Boiled egg timing page
Back to boiled eggs hubHow long to boil eggs from cold water
If you start eggs in cold water, expect the total cook to run longer because the eggs warm up with the pot. Once the water reaches a boil, large eggs usually need about 1 to 2 more minutes for soft centers, 3 to 4 for medium, and 8 to 10 for hard.
Timing
Longer overall timing
Water start
Cold water
Main focus
Timing method
Hub
Boiled eggs overview
Compare soft, medium, hard, size, and starting-water pages in one place.
Cooking method
Boil cooking notes
Step back to the wider boil method when the question is about food other than eggs.
Storage hub
Egg storage answers
Move into shelf life, freezing, and boiled-egg fridge answers when needed.

Boiled eggs special case
Longer overall timing
Yolk texture, egg size, and starting temperature matter more here than any generic timing chart.
Direct answer
The short boiled eggs answer
If you start eggs in cold water, expect the total cook to run longer because the eggs warm up with the pot. Once the water reaches a boil, large eggs usually need about 1 to 2 more minutes for soft centers, 3 to 4 for medium, and 8 to 10 for hard.
Timing snapshot
What the timer should roughly say
- Cold-water starts are slower overall because both the water and the eggs heat up together.
- After the water reaches a boil, large eggs usually need roughly 1 to 2 more minutes for soft yolks, 3 to 4 for medium, and 8 to 10 for hard.
- Pan size, burner strength, and how cold the eggs were at the start can shift the real answer by a minute or so.
What changes timing
Why the real answer can move a little
- Egg size matters because medium eggs heat through faster than large eggs.
- Starting temperature matters because fridge-cold eggs usually need a small extra cushion compared with eggs that sat out briefly.
- A gentle, steady boil is easier to repeat than a violent rolling boil that bounces the eggs around.

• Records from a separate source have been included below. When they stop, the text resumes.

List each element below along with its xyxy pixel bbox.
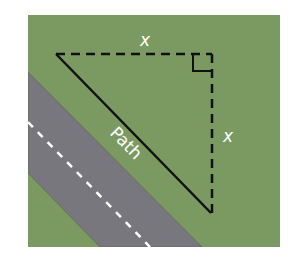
top-side-label: x — [139, 30, 151, 50]
right-side-label: x — [222, 126, 234, 146]
right-triangle-path-diagram: x x Path — [0, 0, 307, 262]
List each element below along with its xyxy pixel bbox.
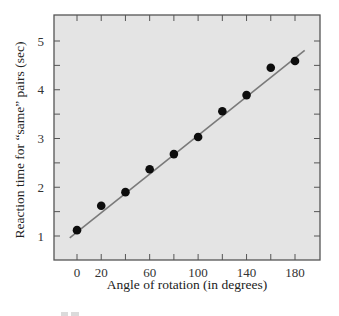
data-point (121, 188, 130, 197)
data-point (145, 165, 154, 174)
data-point (291, 57, 300, 66)
data-point (266, 64, 275, 73)
data-point (170, 150, 179, 159)
x-axis-title: Angle of rotation (in degrees) (107, 277, 267, 292)
x-tick-label: 180 (285, 265, 305, 280)
y-tick-label: 1 (38, 229, 45, 244)
cropped-fragment (61, 312, 79, 316)
x-tick-label: 0 (74, 265, 81, 280)
x-tick-label: 20 (95, 265, 108, 280)
y-tick-label: 5 (38, 34, 45, 49)
y-axis-tick-labels: 12345 (38, 34, 45, 244)
data-point (242, 91, 251, 100)
y-tick-label: 2 (38, 180, 45, 195)
data-point (194, 133, 203, 142)
plot-area (54, 15, 320, 260)
y-tick-label: 3 (38, 131, 45, 146)
data-point (218, 107, 227, 116)
y-tick-label: 4 (38, 82, 45, 97)
scatter-chart: 02060100140180 12345 Angle of rotation (… (0, 0, 339, 316)
y-axis-title: Reaction time for “same” pairs (sec) (12, 42, 27, 239)
data-point (73, 226, 82, 235)
data-point (97, 201, 106, 210)
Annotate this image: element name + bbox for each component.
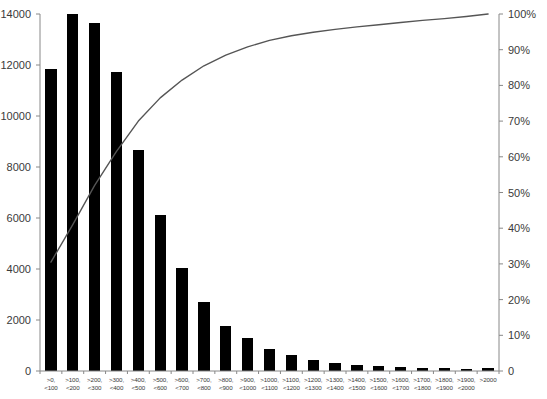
- axes-and-line-overlay: [0, 0, 547, 399]
- cumulative-histogram-chart: 02000400060008000100001200014000 010%20%…: [0, 0, 547, 399]
- cumulative-percentage-line: [51, 14, 488, 262]
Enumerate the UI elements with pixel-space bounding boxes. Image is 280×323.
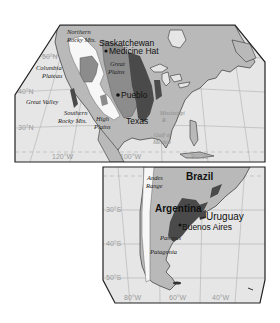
buenos-aires-label: Buenos Aires [182,222,232,232]
texas-label: Texas [126,116,148,126]
pueblo-label: Pueblo [121,90,148,100]
na-lat-50-label: 50°N [42,53,58,60]
mississippi-label-2: R. [161,117,167,123]
na-lon-80-label: 80°W [191,153,209,160]
na-lon-120-label: 120°W [52,153,73,160]
sa-lat-30-label: 30°S [106,206,122,213]
high-plains-label-1: High [95,115,109,122]
columbia-label-2: Plateau [41,72,63,79]
great-plains-label-1: Great [110,60,125,67]
argentina-label: Argentina [155,203,202,214]
sa-lon-40-label: 40°W [212,294,230,301]
south-america-map-panel: 30°S 40°S 50°S 80°W 60°W 40°W Andes Rang… [103,167,265,303]
brazil-label: Brazil [186,171,213,182]
medicine-hat-label: Medicine Hat [109,46,159,56]
na-lat-40-label: 40°N [18,88,34,95]
andes-label-1: Andes [146,174,163,181]
uruguay-label: Uruguay [206,211,244,222]
andes-label-2: Range [145,182,163,189]
sa-lat-40-label: 40°S [106,240,122,247]
na-lat-30-label: 30°N [18,124,34,131]
patagonia-label: Patagonia [149,248,177,255]
north-america-map-panel: 50°N 40°N 30°N 120°W 100°W 80°W Northern… [15,25,265,162]
pampas-label: Pampas [159,234,181,241]
columbia-label-1: Columbia [36,64,62,71]
great-valley-label: Great Valley [26,98,59,105]
na-lon-100-label: 100°W [120,153,141,160]
southern-rocky-label-1: Southern [64,109,87,116]
northern-rocky-label-2: Rocky Mts. [66,36,96,43]
map-figure: 50°N 40°N 30°N 120°W 100°W 80°W Northern… [0,0,280,323]
sa-lon-80-label: 80°W [124,294,142,301]
sa-lon-60-label: 60°W [169,294,187,301]
pueblo-marker [116,93,120,97]
gulf-label-2: Mexico [152,139,171,145]
medicine-hat-marker [104,49,107,52]
northern-rocky-label-1: Northern [66,28,91,35]
high-plains-label-2: Plains [93,123,111,130]
southern-rocky-label-2: Rocky Mts. [57,117,87,124]
mississippi-label-1: Mississippi [159,110,185,116]
sa-lat-50-label: 50°S [106,274,122,281]
great-plains-label-2: Plains [107,68,125,75]
gulf-label-1: Gulf of [154,132,172,138]
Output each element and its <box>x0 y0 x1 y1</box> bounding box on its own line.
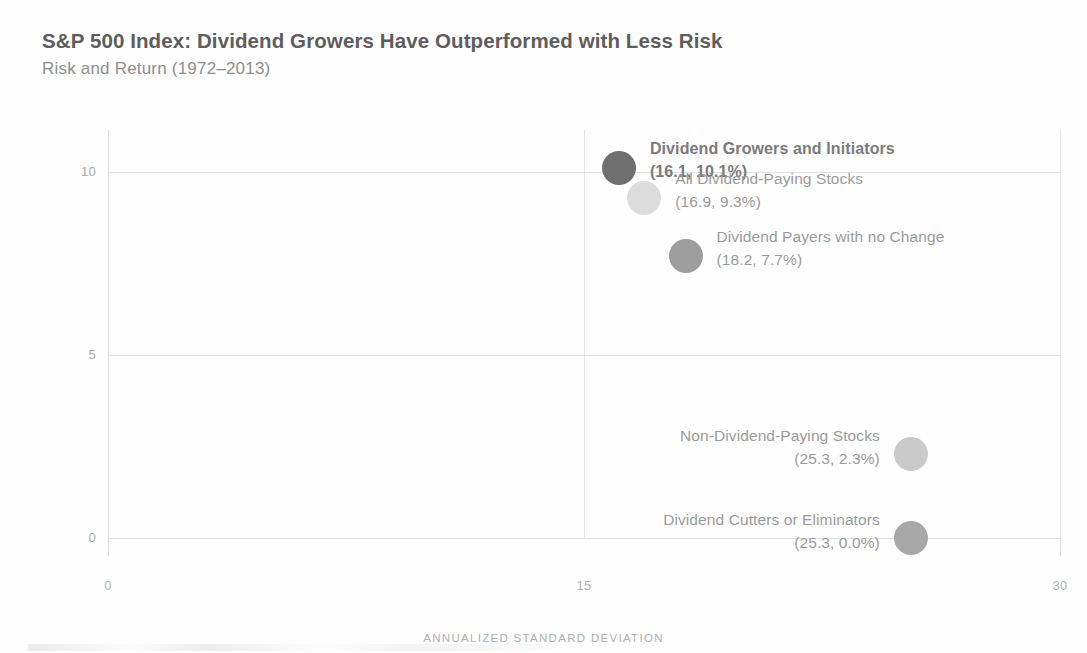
chart-page: S&P 500 Index: Dividend Growers Have Out… <box>0 0 1087 653</box>
data-point-name: Non-Dividend-Paying Stocks <box>680 427 880 444</box>
data-point-name: Dividend Cutters or Eliminators <box>663 511 880 528</box>
x-tick-label: 0 <box>88 578 128 593</box>
x-gridline <box>584 130 585 538</box>
data-point-name: All Dividend-Paying Stocks <box>675 170 863 187</box>
data-point-annotation: Non-Dividend-Paying Stocks(25.3, 2.3%) <box>680 424 880 470</box>
data-point-marker[interactable] <box>669 239 703 273</box>
data-point-value: (16.9, 9.3%) <box>675 190 863 213</box>
data-point-marker[interactable] <box>894 521 928 555</box>
data-point-name: Dividend Growers and Initiators <box>650 140 895 157</box>
data-point-value: (25.3, 2.3%) <box>680 447 880 470</box>
x-tick-label: 15 <box>564 578 604 593</box>
data-point-marker[interactable] <box>627 181 661 215</box>
data-point-marker[interactable] <box>894 437 928 471</box>
scan-artifact <box>28 644 588 651</box>
data-point-annotation: All Dividend-Paying Stocks(16.9, 9.3%) <box>675 167 863 213</box>
y-tick-label: 0 <box>56 530 96 545</box>
y-tick-label: 10 <box>56 164 96 179</box>
y-tick-label: 5 <box>56 347 96 362</box>
data-point-annotation: Dividend Cutters or Eliminators(25.3, 0.… <box>663 508 880 554</box>
chart-subtitle: Risk and Return (1972–2013) <box>42 59 270 79</box>
x-axis-label: ANNUALIZED STANDARD DEVIATION <box>0 632 1087 644</box>
data-point-value: (18.2, 7.7%) <box>717 248 945 271</box>
data-point-name: Dividend Payers with no Change <box>717 228 945 245</box>
data-point-marker[interactable] <box>602 151 636 185</box>
y-axis-line <box>108 130 109 538</box>
plot-area <box>108 130 1060 538</box>
data-point-value: (25.3, 0.0%) <box>663 531 880 554</box>
x-gridline <box>1060 130 1061 538</box>
x-tick-label: 30 <box>1040 578 1080 593</box>
chart-title: S&P 500 Index: Dividend Growers Have Out… <box>42 29 722 53</box>
data-point-annotation: Dividend Payers with no Change(18.2, 7.7… <box>717 225 945 271</box>
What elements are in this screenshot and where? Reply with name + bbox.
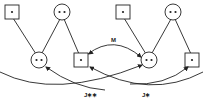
j-double-star-label: J∗∗ [84,92,97,98]
right-circle-bottom-node [141,52,157,68]
j-single-star-label: J∗ [142,92,150,98]
left-square-bottom-node [74,53,88,67]
m-label: M [111,37,116,43]
diagram-canvas: M J∗∗ J∗ [0,0,204,102]
right-circle-top-node [165,4,181,20]
left-circle-bottom-node [31,52,47,68]
right-links [124,18,191,54]
right-square-bottom-node [185,53,199,67]
arc-to-left-square [90,67,203,85]
left-circle-top-node [54,4,70,20]
m-arrow [88,45,141,57]
m-arrow-left-head [89,44,112,54]
right-square-top-node [116,5,130,19]
left-square-top-node [5,5,19,19]
left-links [13,18,79,54]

- Cold-water starts add uncertainty because part of the cook happens while the pot comes up to temperature.
Best method
How to approach the boil
- 1Cover the eggs with cold water by about an inch so they heat up evenly with the pot.
- 2Bring the pot up to a boil without racing the heat so hard that the eggs knock into each other.
- 3Once the boil arrives, lower the heat enough to keep control and then finish the timing based on the yolk texture you want.
- 4Cool the eggs after cooking if you want the center to stop firming up quickly and predictably.
Texture cues
How to tell if the center is where you want it
- Use the yolk texture you want, not just the clock, as the final check for whether the timing is working.
- The same minute shift can matter a lot more for eggs than for larger boiled foods because the whole egg changes fast once the white sets.
Peeling tips
What helps the shell come away cleanly
- Crack the shell all over instead of trying to peel one tiny area at a time.
- Peel under a little running water if the shell membrane clings badly.
- Let hard-boiled eggs cool enough before peeling so the shell separates more cleanly.
Common mistakes
What makes boiled eggs go off track
- Timing from a vague visual boil instead of a steady, repeatable heat level.
- Forgetting to adjust a little for egg size or fridge-cold starts.
- Leaving the eggs in hot water too long after the target time has already passed.
Related guides
Keep moving through the egg timing and storage cluster
These links keep the cluster tight: nearby boiled-egg timing pages first, then the most relevant egg storage answers when the question shifts from cooking to shelf life.
FAQ
Common boiled egg timing questions
Why is cold-water timing harder to repeat?
Because part of the cook happens while the whole pot is still heating, which means burner strength and pan size affect the result more.
Should boiled egg timing change for large vs medium eggs?
Yes. Medium eggs often finish about 30 to 60 seconds sooner than large eggs, especially for soft and medium yolks.
Does starting with fridge-cold eggs change the timing?
Usually a little. Very cold eggs often need a small extra cushion and benefit from being lowered into the water gently to reduce cracking.
Do I need an ice bath for every boiled egg?
Not always, but it is useful when you want to stop the yolk from firming up further or when peelability matters.